The program you choose will shape not just your training, but who you become as a physician and as a person. We hope you will consider spending that time with us. If you are seeking a program where you will be known, mentored, and supported, where you will be challenged and cared for in equal measure, and where you will be part of a team that genuinely shows up for one another, we would be very excited to learn more about you.
All the best,
Amanda N. Kallen, MD
Division Chief and Program Director, UVM REI
Burlington and Beyond
Burlington offers something that is increasingly rare: a place where you can work hard, think deeply, and also build a full life.
Burlington itself punches well above its size in terms of food and culture. The restaurant scene reflects Vermont's agricultural identity: exceptional cheese, local farms, James Beard-recognized chefs, and an arts and music culture that draws people from across the country. Church Street is a year-round gathering place, and the shores of Lake Champlain - frozen and alive in winter, glittering in summer - are never far. And when you want a city, you are not far from one: Montreal is ninety minutes north, Boston is three hours south, and New York City is about four and a half hours away.

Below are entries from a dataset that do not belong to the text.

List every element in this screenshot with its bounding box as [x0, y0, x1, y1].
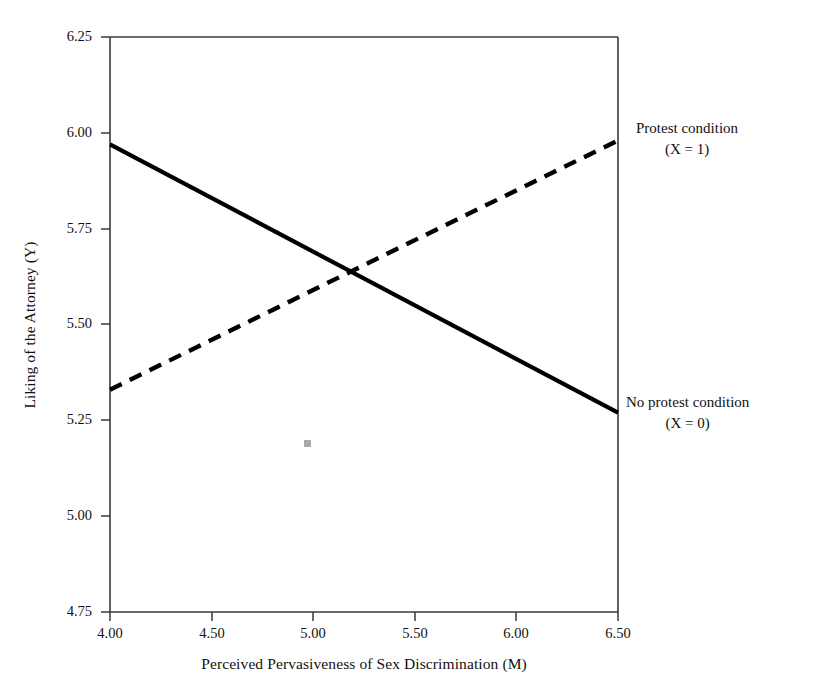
x-tick-label-4-50: 4.50: [177, 625, 247, 642]
y-axis-title: Liking of the Attorney (Y): [21, 165, 39, 485]
plot-frame: [110, 37, 618, 612]
chart-figure: 6.25 6.00 5.75 5.50 5.25 5.00 4.75 4.00 …: [0, 0, 825, 695]
scan-artifact-speck: [304, 440, 311, 447]
y-tick-label-5-00: 5.00: [32, 507, 92, 524]
annotation-no-protest-condition: No protest condition (X = 0): [626, 392, 749, 433]
series-line-no-protest: [110, 144, 618, 412]
y-tick-label-5-50: 5.50: [32, 315, 92, 332]
y-tick-label-6-25: 6.25: [32, 28, 92, 45]
y-axis-ticks: [101, 37, 110, 612]
y-tick-label-5-25: 5.25: [32, 411, 92, 428]
y-tick-label-4-75: 4.75: [32, 603, 92, 620]
x-tick-label-6-50: 6.50: [583, 625, 653, 642]
annotation-protest-line2: (X = 1): [636, 139, 738, 160]
annotation-protest-line1: Protest condition: [636, 118, 738, 139]
x-tick-label-4-00: 4.00: [75, 625, 145, 642]
annotation-no-protest-line2: (X = 0): [626, 413, 749, 434]
x-axis-ticks: [110, 612, 618, 621]
y-tick-label-6-00: 6.00: [32, 124, 92, 141]
annotation-protest-condition: Protest condition (X = 1): [636, 118, 738, 159]
x-tick-label-6-00: 6.00: [481, 625, 551, 642]
x-tick-label-5-00: 5.00: [278, 625, 348, 642]
x-axis-title: Perceived Pervasiveness of Sex Discrimin…: [110, 655, 618, 673]
annotation-no-protest-line1: No protest condition: [626, 392, 749, 413]
x-tick-label-5-50: 5.50: [380, 625, 450, 642]
plot-canvas: [0, 0, 825, 695]
y-tick-label-5-75: 5.75: [32, 220, 92, 237]
series-line-protest: [110, 141, 618, 390]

The access to world-class museums, airports, and cultural institutions is real, without requiring you to live inside them.

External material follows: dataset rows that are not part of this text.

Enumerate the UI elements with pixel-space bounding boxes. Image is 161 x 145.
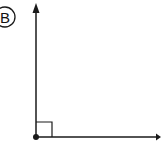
label-letter: B [0, 9, 10, 26]
arrowhead-up-icon [33, 3, 40, 13]
right-angle-marker [36, 122, 52, 137]
arrowhead-right-icon [156, 134, 161, 141]
vertex-dot [33, 134, 39, 140]
figure-label: B [0, 7, 15, 27]
right-angle-diagram: B [0, 0, 161, 145]
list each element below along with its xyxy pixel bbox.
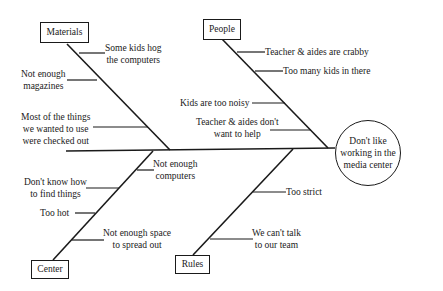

Furthermore, the outdoor life here is not a cliché; rather, it is the texture of daily existence. Stowe, Mad River Glen, and Bolton Valley are within easy reach for skiing and snowboarding. The Long Trail and Appalachian Trail traverse the Green Mountains. Lake Champlain is a destination for sailing, paddling, and swimming. And the light in Vermont in October…we will leave that for you to experience yourself!
If you are coming with a family, you will find a community designed for it. Vermont consistently ranks among the best states for children's wellbeing and education. The pace of life here is intentional: there is time for school pickups, for weekends in the mountains, for dinners that aren't eaten standing up. The cost of living is meaningfully lower than in major coastal cities, and the quality of life is genuinely high. Neighborhoods are walkable, schools are strong, and the outdoor culture means that kids grow up with room to roam.
If you are coming with a partner, Burlington's size works in your favor. It is large enough to have a real arts scene, a thriving restaurant community, and a sense of energy, but small enough that you actually feel part of it. Partners find careers here across medicine, technology, education, the arts, and more. The city has a strong LGBTQ+ community and a deeply progressive culture. You will not feel like you landed somewhere that requires explanation.
If you are coming solo, this may be one of the best decisions you make! Fellows who arrive alone almost universally describe Burlington as one of the most socially welcoming places they have ever lived. The fellowship community is close-knit, and the broader city (with its farmers markets, live music, independent bookstores, climbing gyms, and lakefront) makes it genuinely easy to build a life outside of medicine. You will not be short of things to do or people to do them with.